A harder line on Hanford

The art of misdirection: As magicians know, the technique is to focus audience attention on one thing (consider the government shutdown the political version of “there’s nothing up my sleeve”) to distract from something else (the feds punting responsibility for clean up of the Hanford Nuclear Reservation.) Misdirection requires strategic pondering that doesn’t come natural to federal flacks, so the department embraces the obvious: Who pays attention to Hanford when the United States is about to default?

On Tuesday, officials from the U.S Department of Energy (those deemed essential workers) let the office of Washington State Attorney General Bob Ferguson know that the federal government is at “substantial risk” for failing to meet three milestones demanded by the 2010 Hanford clean-up consent decree (Message: Sorry about that!)

As Ferguson’s office points out, the delay would have a domino effect on all deadlines agreed to in the consent decree for the operation and construction of the Hanford waste treatment plant designed to transform high-level radioactive waste into glassified “logs,” a process known as vitrification. As a result, all of the deadlines from now until 2022 are in jeopardy.

The DOE announcement comes on the heels of a report last week by the Energy Department’s inspector general, Gregory Friedman, that Bechtel, the builder of the $12.2 billion vitrification plant, has not been applying quality assurance standards to critically important parts of the facility. Confidence, this does not engender.
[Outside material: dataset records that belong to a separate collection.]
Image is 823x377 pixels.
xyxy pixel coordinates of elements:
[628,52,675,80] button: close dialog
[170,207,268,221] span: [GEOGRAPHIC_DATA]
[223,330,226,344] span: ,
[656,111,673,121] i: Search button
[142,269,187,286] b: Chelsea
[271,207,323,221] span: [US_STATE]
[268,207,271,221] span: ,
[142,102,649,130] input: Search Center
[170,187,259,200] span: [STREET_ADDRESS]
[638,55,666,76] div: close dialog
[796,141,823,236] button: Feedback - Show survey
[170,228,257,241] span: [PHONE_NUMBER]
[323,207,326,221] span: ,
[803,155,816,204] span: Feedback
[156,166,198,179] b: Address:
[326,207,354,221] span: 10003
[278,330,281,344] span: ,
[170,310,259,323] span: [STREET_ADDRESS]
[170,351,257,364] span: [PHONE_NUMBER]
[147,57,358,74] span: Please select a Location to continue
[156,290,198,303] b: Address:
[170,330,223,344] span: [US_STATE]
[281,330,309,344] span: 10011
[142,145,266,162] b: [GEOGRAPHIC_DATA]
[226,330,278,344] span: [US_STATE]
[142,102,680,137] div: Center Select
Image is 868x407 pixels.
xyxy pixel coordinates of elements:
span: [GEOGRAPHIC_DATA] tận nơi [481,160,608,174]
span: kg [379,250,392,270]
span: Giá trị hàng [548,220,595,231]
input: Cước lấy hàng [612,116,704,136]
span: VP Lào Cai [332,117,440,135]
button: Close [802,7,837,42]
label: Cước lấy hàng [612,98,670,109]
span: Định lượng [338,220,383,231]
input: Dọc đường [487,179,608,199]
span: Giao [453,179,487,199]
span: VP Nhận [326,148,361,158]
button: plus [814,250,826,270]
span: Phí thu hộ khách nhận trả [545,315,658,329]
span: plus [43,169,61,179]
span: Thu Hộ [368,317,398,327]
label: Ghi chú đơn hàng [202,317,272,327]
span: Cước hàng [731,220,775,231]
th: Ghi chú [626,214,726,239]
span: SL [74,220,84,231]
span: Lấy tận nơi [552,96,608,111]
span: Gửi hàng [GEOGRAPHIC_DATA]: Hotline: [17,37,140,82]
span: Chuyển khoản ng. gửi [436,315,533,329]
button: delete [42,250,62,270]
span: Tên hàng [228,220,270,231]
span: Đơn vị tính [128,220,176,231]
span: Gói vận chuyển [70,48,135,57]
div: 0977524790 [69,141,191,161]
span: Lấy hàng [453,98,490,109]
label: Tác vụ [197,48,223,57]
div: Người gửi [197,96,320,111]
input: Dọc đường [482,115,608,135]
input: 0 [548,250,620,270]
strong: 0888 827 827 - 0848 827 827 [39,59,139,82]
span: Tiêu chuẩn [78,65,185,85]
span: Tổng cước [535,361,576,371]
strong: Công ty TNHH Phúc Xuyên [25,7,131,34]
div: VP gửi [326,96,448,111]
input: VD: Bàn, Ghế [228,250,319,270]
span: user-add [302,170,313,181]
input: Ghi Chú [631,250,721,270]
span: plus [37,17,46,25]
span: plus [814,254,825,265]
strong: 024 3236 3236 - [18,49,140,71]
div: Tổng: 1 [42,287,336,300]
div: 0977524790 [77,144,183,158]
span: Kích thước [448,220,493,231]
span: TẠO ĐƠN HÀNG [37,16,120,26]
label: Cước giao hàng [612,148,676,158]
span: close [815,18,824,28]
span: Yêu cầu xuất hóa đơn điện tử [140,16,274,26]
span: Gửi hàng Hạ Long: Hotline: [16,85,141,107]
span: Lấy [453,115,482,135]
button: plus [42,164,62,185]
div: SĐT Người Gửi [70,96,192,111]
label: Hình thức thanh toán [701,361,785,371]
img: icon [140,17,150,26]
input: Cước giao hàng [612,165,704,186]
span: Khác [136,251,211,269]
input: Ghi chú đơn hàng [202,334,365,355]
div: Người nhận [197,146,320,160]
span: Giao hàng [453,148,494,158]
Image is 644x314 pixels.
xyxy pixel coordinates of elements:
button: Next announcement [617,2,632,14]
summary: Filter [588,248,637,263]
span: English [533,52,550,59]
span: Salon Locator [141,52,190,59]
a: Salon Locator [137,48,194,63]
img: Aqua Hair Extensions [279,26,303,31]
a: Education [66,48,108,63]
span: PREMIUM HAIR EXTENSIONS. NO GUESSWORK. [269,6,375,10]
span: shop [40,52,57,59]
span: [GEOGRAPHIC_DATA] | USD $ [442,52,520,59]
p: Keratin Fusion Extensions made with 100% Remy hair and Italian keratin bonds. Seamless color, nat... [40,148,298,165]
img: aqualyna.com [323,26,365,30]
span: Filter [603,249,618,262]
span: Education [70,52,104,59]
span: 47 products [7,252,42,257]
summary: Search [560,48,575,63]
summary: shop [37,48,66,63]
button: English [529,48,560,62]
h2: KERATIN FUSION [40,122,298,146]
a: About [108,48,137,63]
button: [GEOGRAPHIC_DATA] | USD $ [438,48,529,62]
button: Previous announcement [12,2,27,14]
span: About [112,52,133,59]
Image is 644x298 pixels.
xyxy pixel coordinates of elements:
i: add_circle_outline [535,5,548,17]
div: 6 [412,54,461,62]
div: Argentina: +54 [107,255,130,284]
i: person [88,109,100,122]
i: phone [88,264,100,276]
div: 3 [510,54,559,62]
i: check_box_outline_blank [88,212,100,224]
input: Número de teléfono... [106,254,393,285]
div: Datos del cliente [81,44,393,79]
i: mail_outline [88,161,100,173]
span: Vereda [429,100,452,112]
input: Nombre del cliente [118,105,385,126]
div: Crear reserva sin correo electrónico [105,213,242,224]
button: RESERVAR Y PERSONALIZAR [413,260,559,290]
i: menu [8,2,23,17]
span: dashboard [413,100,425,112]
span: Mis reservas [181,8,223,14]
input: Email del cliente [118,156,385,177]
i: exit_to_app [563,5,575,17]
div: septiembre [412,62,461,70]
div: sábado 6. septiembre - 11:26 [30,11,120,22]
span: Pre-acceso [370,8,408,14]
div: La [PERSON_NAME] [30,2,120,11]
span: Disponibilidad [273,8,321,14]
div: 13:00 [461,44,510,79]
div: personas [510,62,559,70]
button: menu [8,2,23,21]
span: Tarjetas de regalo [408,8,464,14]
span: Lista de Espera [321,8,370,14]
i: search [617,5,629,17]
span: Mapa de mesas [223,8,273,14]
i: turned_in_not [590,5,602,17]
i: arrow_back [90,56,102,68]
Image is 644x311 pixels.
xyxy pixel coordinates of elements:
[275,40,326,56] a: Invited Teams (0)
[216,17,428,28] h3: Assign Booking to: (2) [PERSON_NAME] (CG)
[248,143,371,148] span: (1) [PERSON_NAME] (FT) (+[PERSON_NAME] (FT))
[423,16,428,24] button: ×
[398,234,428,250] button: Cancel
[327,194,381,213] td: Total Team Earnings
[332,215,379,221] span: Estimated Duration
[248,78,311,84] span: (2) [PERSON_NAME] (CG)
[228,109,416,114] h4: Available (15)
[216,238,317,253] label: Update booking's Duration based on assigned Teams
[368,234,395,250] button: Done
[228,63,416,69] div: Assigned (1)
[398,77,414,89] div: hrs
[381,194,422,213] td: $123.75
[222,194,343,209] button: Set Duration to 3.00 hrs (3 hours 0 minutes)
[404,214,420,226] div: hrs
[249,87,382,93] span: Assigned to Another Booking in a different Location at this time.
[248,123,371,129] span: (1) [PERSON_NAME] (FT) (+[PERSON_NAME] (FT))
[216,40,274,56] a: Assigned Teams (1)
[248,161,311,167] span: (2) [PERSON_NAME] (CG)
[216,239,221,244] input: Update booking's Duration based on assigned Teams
An action-forcing event, at least in theory, was the Energy Department’s announcement in February that seven of 177 underground tanks at Hanford were leaking (a “decrease of liquid level” in department-speak.)

There are two options available to Gov. Jay Inslee and Ferguson. The state can continue to develop a dialogue with the new U.S. Energy Secretary, Ernest Moniz, and hope that soft elbows persuade a hidebound department to keep its promises. Or the state can take a hard line and exercise its legal options.

In an email, Inslee communications director David Postman said that the governor was concerned and disappointed by the news. “The governor heard about the missed deadlines earlier Tuesday in a call from the secretary,” Postman writes. “The governor appreciates the secretary’s continued engagement with this issue of great importance to Washingtonians.”

Continued dialogue, however much encouraged, is not an approach that’s going to work. Keep the lines open, but sue to compel the Energy Department to stop its heel-dragging. The United States can’t wait for a Tri City Chernobyl to prioritize clean up.